Off-campus UNL users: To download campus access dissertations, please use the following link to log into our proxy server with your NU ID and password. When you are done browsing please remember to return to this page and log out.
Non-UNL users: Please talk to your librarian about requesting this dissertation through interlibrary loan.
THE INDO-EUROPEAN CONTEXT OF "BEOWULF"
Abstract
Exegetical criticism of Beowulf has always assumed the primacy of Christianity as a criterion of judgement, while older modes of mythological criticism have viewed Christianity as an obstruction to the transmission of "pagan" Germanic culture. The "New Comparative Mythology" of Georges Dumezil permits a more synthetic view of the myth structures combining to produce Beowulf. Rather than being radically different from its predecessors in Europe, Christianity must be recognized as a stage in the development of Indo-European mythologies. Christianity during its spread through the Roman Empire ceased to be a Near Eastern mythology and became one which the Indo-European speakers of the Empire could accept because its external and internal constitution was rendered ideologically indistinguishable from paganism. This realization releases us from obligations to discuss Beowulf as though the poem resulted from an inherent "conflict" between pagan and Christian pre-occupations. Christianity preserved the most notable features of Indo-European myth and society: a tendency to see metaphysical and social phenomena as divided into three "functions" of Sovereignty, Force, and Fecundity; and to see the relationship of Sovereignty to Force as potentially antagonistic. The Beowulf poet's Christianity did virtually nothing to obscure the ancient instabilities of Indo-European society. Beowulf the warrior must encounter and overcome dangerous perversions of Force, Fecundity, and Sovereignty, represented respectively by Grendel, Grendel's Mother, and the dragon; and he must do so in a context of human characters who likewise represent distortions of the three functions. The structure of Beowulf is thus tripartite in the Dumezilian sense. The hero's role, however, is bipartite. Beowulf must occupy the rank for which he is best suited, the second, but is forced by tragic circumstances to assume the responsibilities of Sovereignty, the first function. This crossing of functions produces the poet's sense of the admirable futility of heroic action; of the dangerous tendency of his people to advance warriors to kingship; and of the transience of human endeavor.
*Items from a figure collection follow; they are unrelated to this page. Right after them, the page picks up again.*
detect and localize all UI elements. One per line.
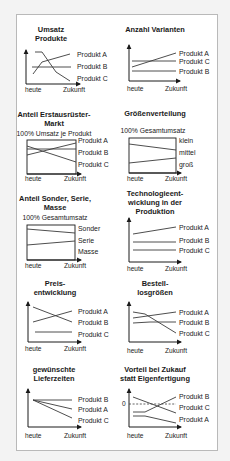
boundary-klein-mittel	[129, 144, 176, 150]
legend-label: Produkt A	[78, 308, 108, 315]
chart-title: Preis-	[45, 279, 66, 288]
trend-line-b	[33, 307, 72, 322]
legend-label: Produkt A	[179, 224, 209, 231]
chart-technologieentwicklung: Technologieent- wicklung in der Produkti…	[127, 189, 210, 272]
chart-title: Vorteil bei Zukauf	[124, 365, 186, 374]
x-start-label: heute	[127, 85, 144, 92]
x-start-label: heute	[127, 347, 144, 354]
x-end-label: Zukunft	[165, 85, 187, 92]
chart-title: Bestell-	[142, 279, 169, 288]
boundary-serie-masse	[27, 241, 75, 245]
trend-line-a	[33, 400, 72, 409]
x-start-label: heute	[25, 86, 42, 93]
chart-title: gewünschte	[33, 365, 76, 374]
chart-lieferzeiten: gewünschte Lieferzeiten Produkt B Produk…	[25, 365, 109, 439]
chart-title: Anzahl Varianten	[125, 25, 185, 34]
legend-label: Produkt A	[179, 416, 209, 423]
legend-label: Produkt A	[77, 51, 107, 58]
boundary-sonder-serie	[27, 229, 75, 233]
chart-vorteil-zukauf: Vorteil bei Zukauf statt Eigenfertigung …	[120, 365, 210, 439]
x-end-label: Zukunft	[64, 262, 86, 269]
legend-label: Produkt A	[78, 406, 108, 413]
legend-label: Produkt B	[78, 319, 109, 326]
trend-line-a	[132, 53, 176, 67]
legend-label: mittel	[179, 149, 196, 156]
trend-line-a	[133, 416, 176, 423]
trend-line-c	[133, 397, 176, 413]
chart-title: wicklung in der	[127, 198, 182, 207]
share-box	[27, 225, 75, 260]
x-end-label: Zukunft	[64, 345, 86, 352]
legend-label: Produkt C	[78, 331, 109, 338]
legend-label: Serie	[78, 237, 94, 244]
legend-label: Produkt C	[77, 75, 108, 82]
chart-title: Technologieent-	[127, 189, 184, 198]
legend-label: Produkt B	[78, 149, 109, 156]
legend-label: Produkt C	[78, 417, 109, 424]
zero-label: 0	[122, 400, 126, 407]
chart-title: Produkte	[35, 34, 67, 43]
legend-label: Produkt A	[78, 137, 108, 144]
chart-title: Anteil Erstausrüster-	[17, 110, 91, 119]
chart-title: Umsatz	[38, 25, 65, 34]
chart-title: Lieferzeiten	[33, 374, 75, 383]
x-start-label: heute	[127, 265, 144, 272]
chart-title: Markt	[44, 119, 64, 128]
x-end-label: Zukunft	[165, 347, 187, 354]
x-end-label: Zukunft	[63, 86, 85, 93]
legend-label: Produkt C	[179, 58, 210, 65]
legend-label: Sonder	[78, 225, 101, 232]
x-start-label: heute	[25, 262, 42, 269]
x-end-label: Zukunft	[165, 432, 187, 439]
legend-label: Produkt B	[179, 237, 210, 244]
chart-preisentwicklung: Preis- entwicklung Produkt A Produkt B P…	[25, 279, 109, 352]
legend-label: Produkt B	[78, 396, 109, 403]
trend-line-a	[133, 227, 176, 234]
chart-anteil-erstausruester: Anteil Erstausrüster- Markt 100% Umsatz …	[17, 110, 109, 182]
legend-label: Produkt B	[179, 68, 210, 75]
chart-groessenverteilung: Größenverteilung 100% Gesamtumsatz klein…	[121, 109, 196, 182]
x-end-label: Zukunft	[165, 175, 187, 182]
chart-title: Produktion	[135, 207, 174, 216]
chart-anzahl-varianten: Anzahl Varianten Produkt A Produkt C Pro…	[125, 25, 209, 92]
x-start-label: heute	[127, 432, 144, 439]
chart-title: Masse	[44, 203, 67, 212]
x-end-label: Zukunft	[64, 432, 86, 439]
chart-title: Anteil Sonder, Serie,	[19, 194, 91, 203]
x-start-label: heute	[127, 175, 144, 182]
legend-label: klein	[179, 137, 193, 144]
legend-label: Produkt B	[77, 63, 108, 70]
chart-title: Größenverteilung	[124, 109, 186, 118]
x-start-label: heute	[25, 345, 42, 352]
trend-line-c	[27, 146, 76, 162]
trend-line-c	[35, 52, 70, 81]
legend-label: Produkt C	[179, 330, 210, 337]
legend-label: Produkt C	[78, 161, 109, 168]
legend-label: groß	[179, 161, 193, 169]
legend-label: Produkt A	[179, 50, 209, 57]
chart-title: entwicklung	[34, 288, 77, 297]
chart-bestelllosgroessen: Bestell- losgrößen Produkt A Produkt B P…	[127, 279, 210, 354]
trend-diagrams: Umsatz Produkte Produkt A Produkt B Prod…	[0, 0, 230, 461]
legend-label: Produkt C	[179, 404, 210, 411]
chart-subtitle: 100% Gesamtumsatz	[23, 214, 89, 221]
x-start-label: heute	[25, 175, 42, 182]
trend-line-c	[33, 400, 72, 418]
legend-label: Masse	[78, 248, 98, 255]
x-end-label: Zukunft	[64, 175, 86, 182]
x-end-label: Zukunft	[165, 265, 187, 272]
trend-line-b	[133, 322, 176, 323]
legend-label: Produkt A	[179, 309, 209, 316]
chart-title: losgrößen	[137, 288, 173, 297]
trend-line-a	[33, 54, 70, 74]
legend-label: Produkt C	[179, 247, 210, 254]
chart-subtitle: 100% Gesamtumsatz	[121, 127, 187, 134]
boundary-mittel-gross	[129, 158, 176, 163]
legend-label: Produkt B	[179, 393, 210, 400]
x-start-label: heute	[25, 432, 42, 439]
share-box	[129, 138, 176, 173]
chart-anteil-sonder-serie-masse: Anteil Sonder, Serie, Masse 100% Gesamtu…	[19, 194, 101, 269]
chart-umsatz-produkte: Umsatz Produkte Produkt A Produkt B Prod…	[25, 25, 108, 93]
trend-line-a	[33, 311, 72, 322]
legend-label: Produkt B	[179, 319, 210, 326]
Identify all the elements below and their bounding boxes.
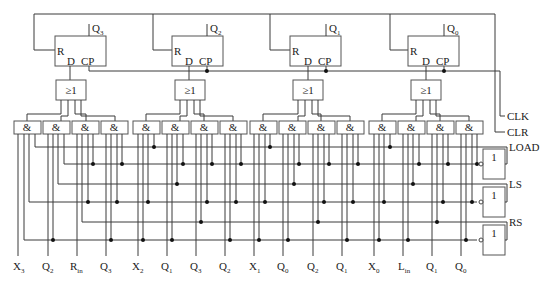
svg-text:≥1: ≥1 — [65, 84, 77, 96]
svg-text:R: R — [410, 45, 418, 57]
svg-text:CP: CP — [436, 55, 449, 67]
svg-text:1: 1 — [491, 189, 497, 201]
svg-text:Q1: Q1 — [336, 260, 348, 275]
not-gate-load: 1 — [479, 147, 507, 179]
and-gates: & & & & & & & & & & & & & & & & — [14, 121, 483, 134]
svg-text:≥1: ≥1 — [420, 84, 432, 96]
svg-text:D: D — [422, 55, 430, 67]
or-gate-2: ≥1 — [175, 80, 205, 100]
and-control-stubs — [24, 134, 477, 240]
svg-text:X0: X0 — [368, 260, 380, 275]
or-gate-3: ≥1 — [56, 80, 86, 100]
svg-text:Q1: Q1 — [329, 22, 341, 37]
svg-text:D: D — [304, 55, 312, 67]
or-gate-0: ≥1 — [411, 80, 441, 100]
rs-label: RS — [509, 216, 522, 228]
svg-text:R: R — [174, 45, 182, 57]
svg-text:R: R — [292, 45, 300, 57]
svg-text:&: & — [288, 121, 297, 133]
svg-text:Q3: Q3 — [190, 260, 202, 275]
svg-text:&: & — [110, 121, 119, 133]
svg-text:Q0: Q0 — [277, 260, 289, 275]
svg-text:X3: X3 — [13, 260, 25, 275]
svg-text:Q2: Q2 — [210, 22, 222, 37]
flipflop-q0: Q0 R D CP — [408, 22, 459, 67]
svg-text:≥1: ≥1 — [184, 84, 196, 96]
svg-text:&: & — [436, 121, 445, 133]
clr-label: CLR — [507, 126, 529, 138]
svg-text:1: 1 — [491, 151, 497, 163]
ls-label: LS — [509, 178, 522, 190]
svg-text:≥1: ≥1 — [302, 84, 314, 96]
svg-text:&: & — [81, 121, 90, 133]
svg-text:Q3: Q3 — [92, 22, 104, 37]
svg-text:&: & — [171, 121, 180, 133]
svg-text:D: D — [67, 55, 75, 67]
svg-text:Q2: Q2 — [42, 260, 54, 275]
svg-text:&: & — [407, 121, 416, 133]
svg-text:&: & — [52, 121, 61, 133]
svg-text:CP: CP — [81, 55, 94, 67]
svg-text:X2: X2 — [132, 260, 144, 275]
svg-text:D: D — [185, 55, 193, 67]
svg-text:&: & — [200, 121, 209, 133]
svg-text:Q0: Q0 — [455, 260, 467, 275]
svg-text:Q1: Q1 — [426, 260, 438, 275]
svg-text:Q0: Q0 — [447, 22, 459, 37]
flipflop-q3: Q3 R D CP — [55, 22, 106, 67]
svg-text:&: & — [317, 121, 326, 133]
bottom-labels: X3 Q2 Rin Q3 X2 Q1 Q3 Q2 X1 Q0 Q2 Q1 X0 … — [13, 260, 467, 275]
svg-text:&: & — [142, 121, 151, 133]
svg-text:Rin: Rin — [70, 260, 83, 275]
svg-text:Lin: Lin — [398, 260, 411, 275]
input-lines — [18, 134, 461, 256]
load-label: LOAD — [509, 141, 540, 153]
not-gate-ls: 1 — [479, 184, 507, 217]
svg-text:Q3: Q3 — [100, 260, 112, 275]
clk-label: CLK — [507, 110, 529, 122]
svg-text:&: & — [229, 121, 238, 133]
svg-text:&: & — [23, 121, 32, 133]
svg-text:CP: CP — [318, 55, 331, 67]
not-gate-rs: 1 — [479, 222, 507, 255]
svg-text:&: & — [259, 121, 268, 133]
svg-text:Q2: Q2 — [307, 260, 319, 275]
svg-text:1: 1 — [491, 227, 497, 239]
svg-text:CP: CP — [199, 55, 212, 67]
svg-text:&: & — [346, 121, 355, 133]
svg-text:R: R — [57, 45, 65, 57]
flipflop-q2: Q2 R D CP — [172, 22, 223, 67]
svg-text:Q1: Q1 — [161, 260, 173, 275]
svg-text:Q2: Q2 — [219, 260, 231, 275]
or-and-wiring — [27, 100, 469, 121]
svg-text:&: & — [378, 121, 387, 133]
svg-text:X1: X1 — [249, 260, 261, 275]
flipflop-q1: Q1 R D CP — [290, 22, 341, 67]
or-gate-1: ≥1 — [293, 80, 323, 100]
svg-text:&: & — [465, 121, 474, 133]
shift-register-diagram: Q3 R D CP Q2 R D CP Q1 R D CP Q0 R D CP … — [0, 0, 550, 282]
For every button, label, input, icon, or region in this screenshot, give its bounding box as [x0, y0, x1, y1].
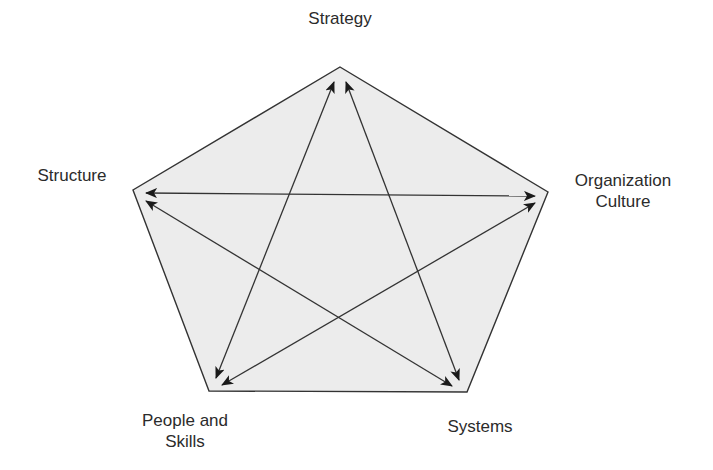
label-line: Systems — [440, 416, 520, 437]
diagram-canvas: Strategy Structure Organization Culture … — [0, 0, 713, 470]
label-line: Strategy — [300, 8, 380, 29]
label-line: Structure — [22, 165, 122, 186]
node-label-structure: Structure — [22, 165, 122, 186]
label-line: People and — [130, 410, 240, 431]
node-label-organization-culture: Organization Culture — [558, 170, 688, 212]
node-label-people-and-skills: People and Skills — [130, 410, 240, 452]
node-label-strategy: Strategy — [300, 8, 380, 29]
node-label-systems: Systems — [440, 416, 520, 437]
label-line: Skills — [130, 431, 240, 452]
pentagon-shape — [133, 67, 548, 392]
label-line: Organization — [558, 170, 688, 191]
label-line: Culture — [558, 191, 688, 212]
pentagon-diagram — [0, 0, 713, 470]
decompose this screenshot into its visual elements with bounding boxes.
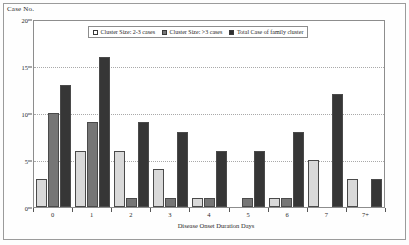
y-tick-mark: [28, 208, 32, 209]
bar: [87, 122, 98, 207]
bar: [177, 132, 188, 207]
chart-figure: Case No. 05101520 012345677+ Disease Ons…: [0, 0, 409, 245]
bar: [114, 151, 125, 207]
legend-label: Total Case of family cluster: [237, 29, 304, 35]
bar: [269, 198, 280, 207]
open-square-swatch: [93, 30, 98, 35]
bar: [332, 94, 343, 207]
y-axis-tick-labels: 05101520: [0, 20, 31, 208]
bar: [153, 169, 164, 207]
plot-area: [33, 20, 385, 208]
y-tick-mark: [28, 161, 32, 162]
bar-groups: [34, 21, 384, 207]
x-axis-title: Disease Onset Duration Days: [36, 222, 396, 229]
bar: [293, 132, 304, 207]
bar: [165, 198, 176, 207]
bar-group: [73, 21, 112, 207]
bar: [371, 179, 382, 207]
bar: [192, 198, 203, 207]
legend-item: Total Case of family cluster: [229, 29, 303, 35]
bar-group: [345, 21, 384, 207]
bar: [254, 151, 265, 207]
bar-group: [306, 21, 345, 207]
bar-group: [34, 21, 73, 207]
bar: [281, 198, 292, 207]
bar: [75, 151, 86, 207]
bar-group: [112, 21, 151, 207]
y-tick-mark: [28, 67, 32, 68]
chart-legend: Cluster Size: 2-3 casesCluster Size: >3 …: [88, 26, 308, 38]
y-axis-title: Case No.: [7, 5, 34, 13]
legend-item: Cluster Size: >3 cases: [162, 29, 222, 35]
bar: [242, 198, 253, 207]
legend-item: Cluster Size: 2-3 cases: [93, 29, 155, 35]
bar: [138, 122, 149, 207]
bar: [126, 198, 137, 207]
y-tick-mark: [28, 20, 32, 21]
bar-group: [228, 21, 267, 207]
bar: [60, 85, 71, 207]
bar-group: [190, 21, 229, 207]
x-tick-mark: [385, 208, 386, 212]
legend-label: Cluster Size: 2-3 cases: [101, 29, 156, 35]
bar: [216, 151, 227, 207]
bar: [204, 198, 215, 207]
bar-group: [151, 21, 190, 207]
dark-square-swatch: [229, 30, 234, 35]
y-tick-mark: [28, 114, 32, 115]
bar: [347, 179, 358, 207]
gray-square-swatch: [162, 30, 167, 35]
legend-label: Cluster Size: >3 cases: [170, 29, 223, 35]
bar: [99, 57, 110, 207]
bar: [36, 179, 47, 207]
bar: [308, 160, 319, 207]
bar-group: [267, 21, 306, 207]
bar: [48, 113, 59, 207]
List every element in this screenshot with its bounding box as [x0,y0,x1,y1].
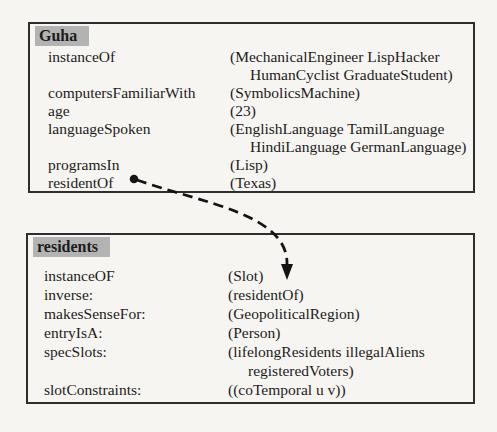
slot-value: (Person) [228,323,469,342]
slot-row-specSlots: specSlots: (lifelongResidents illegalAli… [44,342,469,380]
frame-guha-title: Guha [35,26,89,46]
slot-row-instanceOf: instanceOf (MechanicalEngineer LispHacke… [48,48,469,84]
slot-value: (residentOf) [228,285,469,304]
slot-name: inverse: [44,285,228,304]
slot-name: languageSpoken [48,120,230,138]
slot-value: ((coTemporal u v)) [228,380,469,399]
slot-name: entryIsA: [44,323,228,342]
slot-value: (GeopoliticalRegion) [228,304,469,323]
frame-residents-slots: instanceOF (Slot) inverse: (residentOf) … [28,257,473,399]
slot-name: instanceOF [44,266,228,285]
slot-row-makesSenseFor: makesSenseFor: (GeopoliticalRegion) [44,304,469,323]
slot-value: (MechanicalEngineer LispHacker HumanCycl… [230,48,469,84]
frame-residents: residents instanceOF (Slot) inverse: (re… [26,233,475,404]
slot-row-residentOf: residentOf (Texas) [48,174,469,192]
slot-value: (Lisp) [230,156,469,174]
slot-name: instanceOf [48,48,230,66]
slot-value: (Texas) [230,174,469,192]
figure-canvas: { "colors": { "page_bg": "#f7f5f1", "tex… [0,0,497,432]
frame-guha-slots: instanceOf (MechanicalEngineer LispHacke… [30,46,473,192]
slot-value: (SymbolicsMachine) [230,84,469,102]
slot-value: (23) [230,102,469,120]
slot-row-computersFamiliarWith: computersFamiliarWith (SymbolicsMachine) [48,84,469,102]
slot-name: residentOf [48,174,230,192]
slot-row-entryIsA: entryIsA: (Person) [44,323,469,342]
slot-name: age [48,102,230,120]
slot-name: slotConstraints: [44,380,228,399]
slot-name: computersFamiliarWith [48,84,230,102]
slot-name: programsIn [48,156,230,174]
slot-row-age: age (23) [48,102,469,120]
slot-row-inverse: inverse: (residentOf) [44,285,469,304]
slot-value: (EnglishLanguage TamilLanguage HindiLang… [230,120,469,156]
slot-row-instanceOF: instanceOF (Slot) [44,266,469,285]
slot-value: (lifelongResidents illegalAliens registe… [228,342,469,380]
slot-row-slotConstraints: slotConstraints: ((coTemporal u v)) [44,380,469,399]
slot-value: (Slot) [228,266,469,285]
frame-residents-title: residents [33,237,110,257]
frame-guha: Guha instanceOf (MechanicalEngineer Lisp… [28,22,475,193]
slot-row-programsIn: programsIn (Lisp) [48,156,469,174]
slot-name: specSlots: [44,342,228,361]
slot-name: makesSenseFor: [44,304,228,323]
slot-row-languageSpoken: languageSpoken (EnglishLanguage TamilLan… [48,120,469,156]
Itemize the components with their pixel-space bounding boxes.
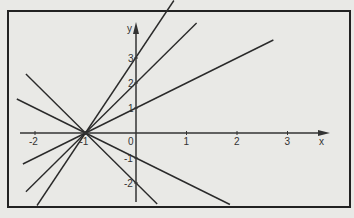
x-axis-label: x (319, 136, 324, 147)
line-family (17, 1, 274, 206)
diagram-canvas: -2-11230 321-1-2 y x (0, 0, 354, 218)
x-tick-label: -2 (29, 136, 38, 147)
y-axis-label: y (127, 23, 132, 34)
y-tick-label: -1 (124, 153, 133, 164)
y-tick-label: 1 (128, 103, 134, 114)
x-tick-label: -1 (80, 136, 89, 147)
y-tick-label: 2 (128, 78, 134, 89)
x-tick-label: 2 (234, 136, 240, 147)
line-slope-3 (37, 1, 174, 206)
line-slope--2 (26, 74, 157, 204)
y-tick-label: -2 (124, 178, 133, 189)
x-tick-label: 1 (184, 136, 190, 147)
origin-label: 0 (128, 136, 134, 147)
line-slope-2 (26, 23, 197, 192)
y-axis-arrow-icon (133, 22, 139, 34)
x-tick-label: 3 (285, 136, 291, 147)
y-tick-label: 3 (128, 53, 134, 64)
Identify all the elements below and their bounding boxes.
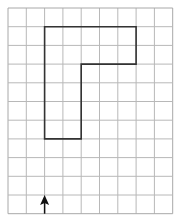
arrow-up-icon bbox=[40, 195, 49, 214]
grid-lines bbox=[8, 8, 173, 214]
grid-diagram bbox=[0, 0, 175, 220]
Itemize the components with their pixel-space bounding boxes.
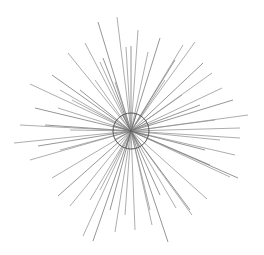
- starburst-rays: [14, 17, 248, 242]
- ray-line: [131, 131, 176, 208]
- ray-line: [131, 131, 160, 195]
- ray-line: [52, 75, 131, 131]
- ray-line: [131, 100, 233, 131]
- starburst-drawing: [0, 0, 264, 255]
- ray-line: [131, 105, 200, 131]
- ray-line: [70, 131, 131, 206]
- starburst-illustration: [0, 0, 264, 255]
- ray-line: [83, 131, 131, 236]
- ray-line: [68, 53, 131, 131]
- ray-line: [131, 131, 220, 140]
- ray-line: [100, 62, 131, 131]
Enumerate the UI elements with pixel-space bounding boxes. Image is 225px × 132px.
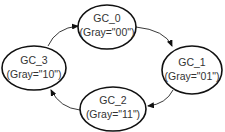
state-value: (Gray="00") bbox=[79, 26, 134, 38]
state-gc3: GC_3 (Gray="10") bbox=[2, 46, 66, 90]
state-name: GC_0 bbox=[93, 12, 121, 24]
state-gc1: GC_1 (Gray="01") bbox=[162, 46, 222, 94]
state-value: (Gray="01") bbox=[164, 70, 219, 82]
state-gc0: GC_0 (Gray="00") bbox=[78, 5, 136, 49]
transition-gc3-gc0 bbox=[48, 26, 78, 46]
transition-gc0-gc1 bbox=[136, 27, 172, 46]
transition-gc1-gc2 bbox=[148, 90, 173, 106]
state-diagram: GC_0 (Gray="00") GC_1 (Gray="01") GC_2 (… bbox=[0, 0, 225, 132]
state-name: GC_1 bbox=[178, 56, 206, 68]
state-value: (Gray="11") bbox=[86, 108, 140, 120]
transition-gc2-gc3 bbox=[51, 90, 80, 110]
state-name: GC_3 bbox=[20, 54, 48, 66]
state-name: GC_2 bbox=[99, 94, 127, 106]
state-gc2: GC_2 (Gray="11") bbox=[80, 87, 146, 131]
state-value: (Gray="10") bbox=[6, 68, 61, 80]
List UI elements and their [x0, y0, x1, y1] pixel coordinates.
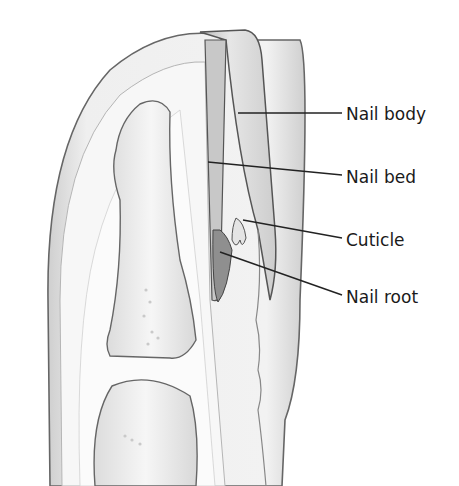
- label-cuticle: Cuticle: [346, 230, 405, 250]
- label-nail-root: Nail root: [346, 287, 418, 307]
- label-nail-bed: Nail bed: [346, 167, 416, 187]
- middle-phalanx: [94, 380, 197, 486]
- label-nail-body: Nail body: [346, 104, 426, 124]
The poet has exploited Indo-European devices to emphasize the necessity of maintaining social distinctions, and of repressing or destroying individuals who pervert their functions.
Subject Area
Literature|Middle Ages|British and Irish literature
Recommended Citation
CALDWELL, LARRY, "THE INDO-EUROPEAN CONTEXT OF "BEOWULF"" (1983). ETD collection for University of Nebraska-Lincoln. AAI8318652.